Microsoft (MSFT) has reportedly implemented internal email filters that restrict messages containing terms such as “Palestine,” “Gaza,” and “genocide.” The move, which Microsoft described as part of an effort to limit mass, non-work-related messages, has sparked accusations of censorship and bias — particularly amid rising employee protests over the company’s contracts with the Israeli government.
Employee activist group No Azure for Apartheid (NOAA) posted Microsoft’s email restrictions on social media, saying people were being blocked from sending messages related to the humanitarian crisis in Gaza.
NOAA has organized around Microsoft’s role in providing Azure cloud services, including AI tools, to Israeli government entities, which the group says could be used in military operations. Microsoft has maintained that internal and external reviews have found no evidence that its tools have been used to harm civilians in Gaza.
Microsoft confirmed to The Verge that it implemented restrictions to limit “politically focused emails.” The company didn’t respond to Quartz’s request for comment.
“Emailing large numbers of employees about any topic not related to work is not appropriate. We have an established forum for employees who have opted in to political issues,” Microsoft spokesperson Frank Shaw said in a statement to The Verge. “Over the past couple of days, a number of politically focused emails have been sent to tens of thousands of employees across the company and we have taken measures to try and reduce those emails to those that have not opted in.”
Employees have previously said that pro-Ukraine or DEI-related mass emails were allowed, while their pro-Palestine messages were blocked.
Microsoft has operated an R&D center in Israel since 1991 (the company’s first such center outside the U.S.) and is a major investor in Israel’s startup and cybersecurity ecosystem.
The controversy around Microsoft’s ties to Israel’s government further escalated this week during the Microsoft Build developer conference when employees disrupted addresses by company leadership in order to protest Microsoft’s policies and contracts.
One employee, Joe Lopez, was terminated after disrupting CEO Satya Nadella during a keynote and sending an email to employees where he said he had to take action because of the “silence” of top brass on the company’s links to the Israeli government. Lopez accused the company of a “bold-faced lie” about how Azure is being used in Gaza.
This isn’t Microsoft’s first clash with employees over its government contracts. In recent months, over 1,500 workers have signed an open letter demanding the company end ties with Israeli defense agencies, echoing similar movements at Google (GOOGL) and Amazon (AMZN).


What you should do:
All lines in the records below with the word "leadership" must be returned.

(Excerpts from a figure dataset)
- - -

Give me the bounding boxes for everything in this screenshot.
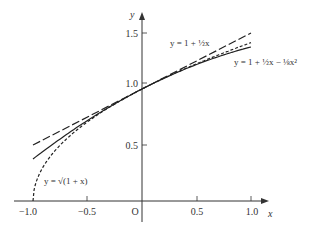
y-axis-label: y — [129, 9, 135, 20]
y-axis-arrow-icon — [139, 12, 145, 20]
y-tick-label: 0.5 — [126, 140, 139, 151]
x-axis-label: x — [267, 208, 273, 219]
annotation-quadratic: y = 1 + ½x − ⅛x² — [234, 57, 297, 67]
y-tick-label: 1.5 — [126, 28, 139, 39]
annotation-sqrt: y = √(1 + x) — [44, 176, 88, 186]
chart: −1.0 −0.5 0.5 1.0 O x 0.5 1.0 1.5 y y = … — [0, 0, 323, 231]
x-tick-label: 0.5 — [191, 206, 204, 217]
x-tick-label: −1.0 — [19, 206, 37, 217]
x-axis-arrow-icon — [261, 198, 269, 204]
origin-label: O — [131, 206, 138, 217]
y-tick-label: 1.0 — [126, 78, 139, 89]
tick-marks — [87, 33, 251, 201]
x-tick-label: 1.0 — [246, 206, 259, 217]
x-tick-label: −0.5 — [78, 206, 96, 217]
annotation-linear: y = 1 + ½x — [170, 38, 210, 48]
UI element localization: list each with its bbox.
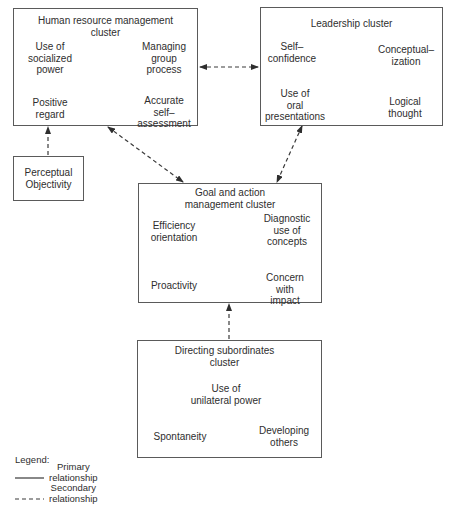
node-positive-regard: Positive regard bbox=[24, 97, 76, 120]
node-conceptualization: Conceptual– ization bbox=[374, 44, 438, 67]
node-efficiency-orientation: Efficiency orientation bbox=[143, 220, 205, 243]
hr-cluster-box: Human resource management cluster Use of… bbox=[13, 8, 198, 126]
node-spontaneity: Spontaneity bbox=[150, 431, 210, 443]
node-proactivity: Proactivity bbox=[143, 280, 205, 292]
node-managing-group-process: Managing group process bbox=[138, 41, 190, 76]
node-use-of-oral-presentations: Use of oral presentations bbox=[259, 88, 331, 123]
node-use-of-unilateral-power: Use of unilateral power bbox=[178, 383, 274, 406]
goal-cluster-box: Goal and action management cluster Effic… bbox=[138, 183, 322, 303]
hr-goal-dashed bbox=[108, 127, 183, 182]
node-logical-thought: Logical thought bbox=[381, 96, 429, 119]
node-accurate-self-assessment: Accurate self– assessment bbox=[132, 95, 196, 130]
directing-cluster-title: Directing subordinates cluster bbox=[128, 345, 321, 369]
legend-secondary-label: Secondary relationship bbox=[49, 482, 98, 504]
goal-cluster-title: Goal and action management cluster bbox=[139, 187, 321, 211]
legend-primary-label: Primary relationship bbox=[49, 461, 98, 483]
leadership-cluster-box: Leadership cluster Self– confidence Conc… bbox=[260, 7, 443, 126]
node-self-confidence: Self– confidence bbox=[265, 41, 319, 64]
hr-cluster-title: Human resource management cluster bbox=[14, 15, 197, 39]
node-concern-with-impact: Concern with impact bbox=[261, 272, 309, 307]
node-diagnostic-use-of-concepts: Diagnostic use of concepts bbox=[259, 213, 315, 248]
leadership-goal-dashed bbox=[277, 126, 302, 182]
node-perceptual-objectivity: Perceptual Objectivity bbox=[14, 167, 83, 190]
node-developing-others: Developing others bbox=[256, 425, 312, 448]
perceptual-objectivity-box: Perceptual Objectivity bbox=[13, 156, 84, 201]
leadership-cluster-title: Leadership cluster bbox=[261, 18, 442, 30]
legend-label: Legend: bbox=[15, 454, 49, 465]
node-use-of-socialized-power: Use of socialized power bbox=[24, 41, 76, 76]
directing-cluster-box: Directing subordinates cluster Use of un… bbox=[137, 340, 322, 458]
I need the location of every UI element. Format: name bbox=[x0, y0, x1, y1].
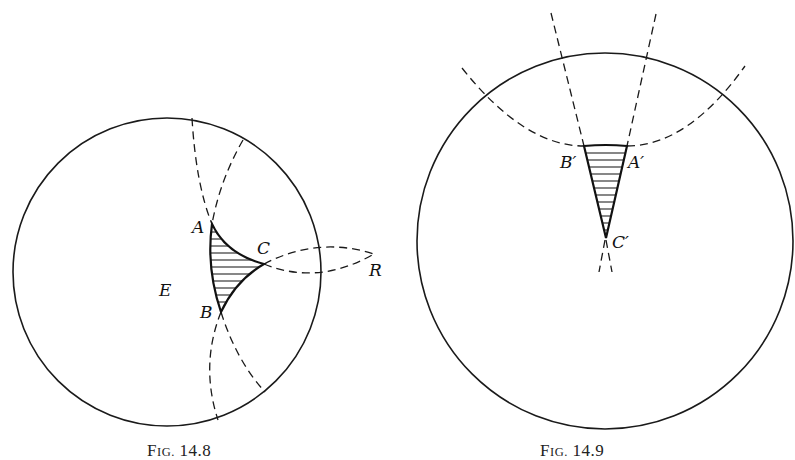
dashed-arc-a2 bbox=[212, 140, 243, 224]
diagram-canvas: A B C E R FIG. 14.8 bbox=[0, 0, 795, 460]
dashed-arc-a1 bbox=[192, 118, 212, 224]
figure-14-8: A B C E R FIG. 14.8 bbox=[13, 118, 382, 460]
caption-fig-14-9: FIG. 14.9 bbox=[540, 441, 604, 460]
triangle-abc bbox=[210, 224, 264, 312]
boundary-circle-left bbox=[13, 118, 321, 426]
dashed-arc-b2 bbox=[221, 312, 265, 392]
dashed-arc-b1 bbox=[210, 312, 221, 420]
dashed-line-c-prime-left bbox=[599, 240, 605, 272]
label-c-prime: C′ bbox=[612, 232, 629, 252]
hatch-fill-right bbox=[575, 153, 635, 230]
figure-14-9: B′ A′ C′ FIG. 14.9 bbox=[417, 13, 793, 460]
label-a-prime: A′ bbox=[626, 152, 644, 172]
caption-fig-14-8: FIG. 14.8 bbox=[147, 441, 211, 460]
dashed-arc-right bbox=[627, 66, 745, 146]
label-r: R bbox=[368, 260, 382, 280]
label-a: A bbox=[190, 217, 204, 237]
dashed-line-b-prime bbox=[551, 13, 584, 146]
dashed-line-a-prime bbox=[627, 14, 656, 146]
label-c: C bbox=[257, 238, 270, 258]
triangle-a-prime-b-prime-c-prime bbox=[584, 145, 627, 238]
dashed-arc-left bbox=[462, 68, 584, 146]
label-b: B bbox=[199, 302, 213, 322]
label-e: E bbox=[158, 280, 172, 300]
label-b-prime: B′ bbox=[559, 152, 576, 172]
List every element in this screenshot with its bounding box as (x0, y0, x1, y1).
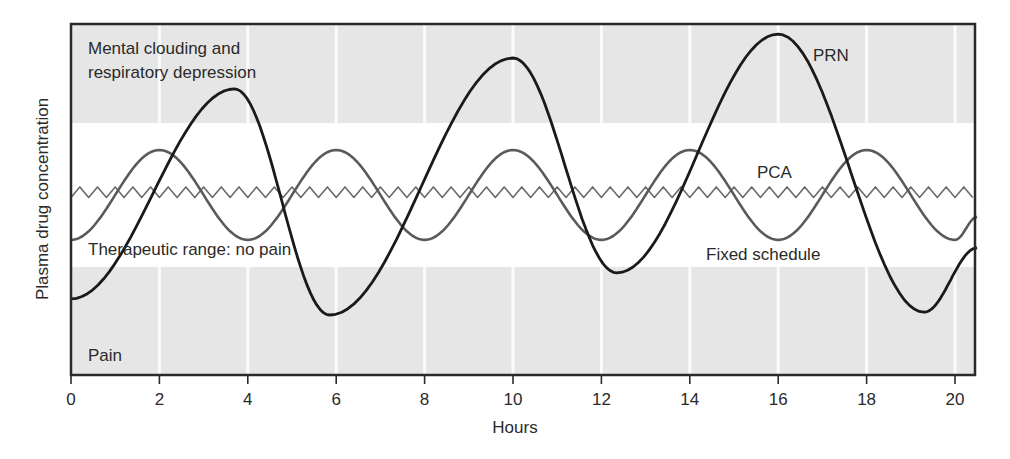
fixed-schedule-series-line (71, 150, 977, 240)
x-tick-label: 14 (680, 390, 699, 409)
pca-series-label: PCA (757, 163, 793, 182)
x-axis-ticks: 02468101214161820 (66, 375, 964, 409)
chart: 02468101214161820 Mental clouding and re… (0, 0, 1010, 459)
x-tick-label: 0 (66, 390, 75, 409)
therapeutic-range-label: Therapeutic range: no pain (88, 240, 291, 259)
prn-series-label: PRN (813, 46, 849, 65)
x-tick-label: 20 (946, 390, 965, 409)
x-tick-label: 4 (243, 390, 252, 409)
y-axis-label: Plasma drug concentration (33, 98, 52, 300)
x-axis-label: Hours (492, 418, 537, 437)
x-tick-label: 10 (504, 390, 523, 409)
x-tick-label: 2 (155, 390, 164, 409)
toxic-band-label-line2: respiratory depression (88, 63, 256, 82)
pca-series-line (71, 187, 973, 198)
pain-band-label: Pain (88, 346, 122, 365)
fixed-schedule-series-label: Fixed schedule (706, 245, 820, 264)
toxic-band-label-line1: Mental clouding and (88, 39, 240, 58)
x-tick-label: 12 (592, 390, 611, 409)
x-tick-label: 8 (420, 390, 429, 409)
x-tick-label: 18 (857, 390, 876, 409)
x-tick-label: 6 (331, 390, 340, 409)
pain-band (71, 267, 975, 375)
x-tick-label: 16 (769, 390, 788, 409)
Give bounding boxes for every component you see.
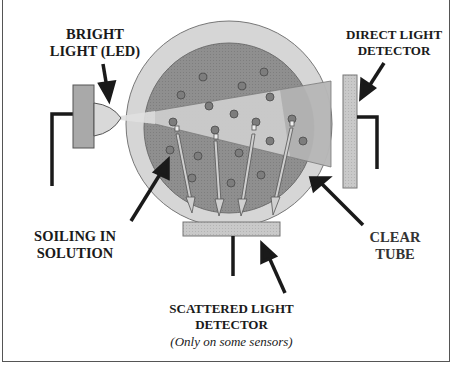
label-line: TUBE [355, 246, 435, 263]
label-line: SCATTERED LIGHT [160, 301, 303, 317]
label-line: DETECTOR [335, 43, 453, 59]
label-clear-tube: CLEAR TUBE [355, 229, 435, 263]
label-line: SOILING IN [25, 228, 125, 245]
label-scattered-light-detector: SCATTERED LIGHT DETECTOR [160, 301, 303, 333]
label-bright-light: BRIGHT LIGHT (LED) [40, 26, 150, 60]
label-line: LIGHT (LED) [40, 43, 150, 60]
label-scattered-note: (Only on some sensors) [160, 334, 303, 350]
label-line: DETECTOR [160, 317, 303, 333]
label-line: BRIGHT [40, 26, 150, 43]
label-line: DIRECT LIGHT [335, 27, 453, 43]
label-line: SOLUTION [25, 245, 125, 262]
label-soiling-in-solution: SOILING IN SOLUTION [25, 228, 125, 262]
label-line: CLEAR [355, 229, 435, 246]
label-direct-light-detector: DIRECT LIGHT DETECTOR [335, 27, 453, 59]
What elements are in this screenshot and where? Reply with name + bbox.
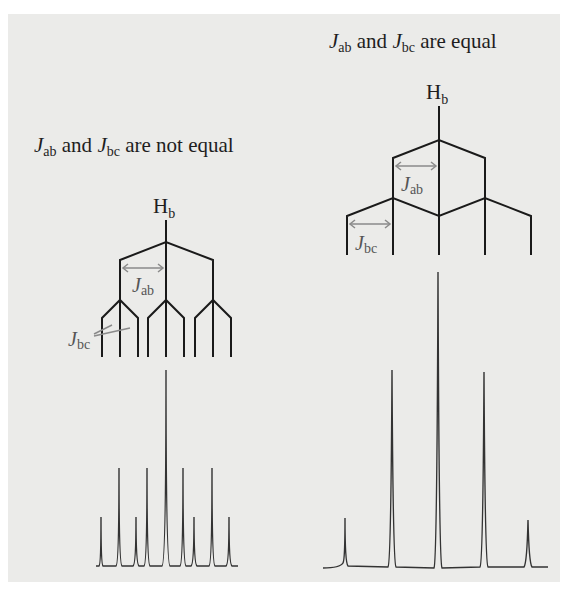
svg-text:Hb: Hb <box>426 80 448 107</box>
left-proton-label: Hb <box>153 194 175 221</box>
right-splitting-tree <box>347 106 531 255</box>
svg-text:Jab and Jbc are equal: Jab and Jbc are equal <box>329 29 497 55</box>
right-jbc-arrow: Jbc <box>350 220 390 256</box>
svg-text:Jab: Jab <box>132 274 154 298</box>
nmr-splitting-diagram: Jab and Jbc are not equal Hb Jab Jbc <box>0 0 566 589</box>
left-splitting-tree <box>102 220 231 357</box>
svg-text:Jab: Jab <box>401 173 423 197</box>
right-title: Jab and Jbc are equal <box>329 29 497 55</box>
left-jab-arrow: Jab <box>123 264 163 298</box>
left-spectrum <box>96 370 238 566</box>
svg-text:Jbc: Jbc <box>355 232 377 256</box>
right-proton-label: Hb <box>426 80 448 107</box>
svg-text:Hb: Hb <box>153 194 175 221</box>
right-spectrum <box>323 272 548 568</box>
svg-text:Jab and Jbc are not equal: Jab and Jbc are not equal <box>34 133 234 159</box>
right-jab-arrow: Jab <box>396 162 436 197</box>
svg-text:Jbc: Jbc <box>68 328 90 352</box>
left-title: Jab and Jbc are not equal <box>34 133 234 159</box>
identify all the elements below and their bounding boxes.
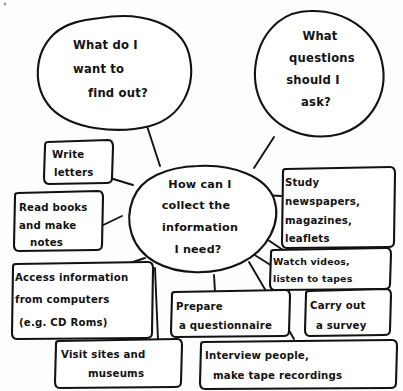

- - -

Response for this exercise:
leadership-cluster-box: Leadership cluster Self– confidence Conc… bbox=[260, 7, 443, 126]
leadership-goal-dashed bbox=[277, 126, 302, 182]
leadership-cluster-title: Leadership cluster bbox=[261, 18, 442, 30]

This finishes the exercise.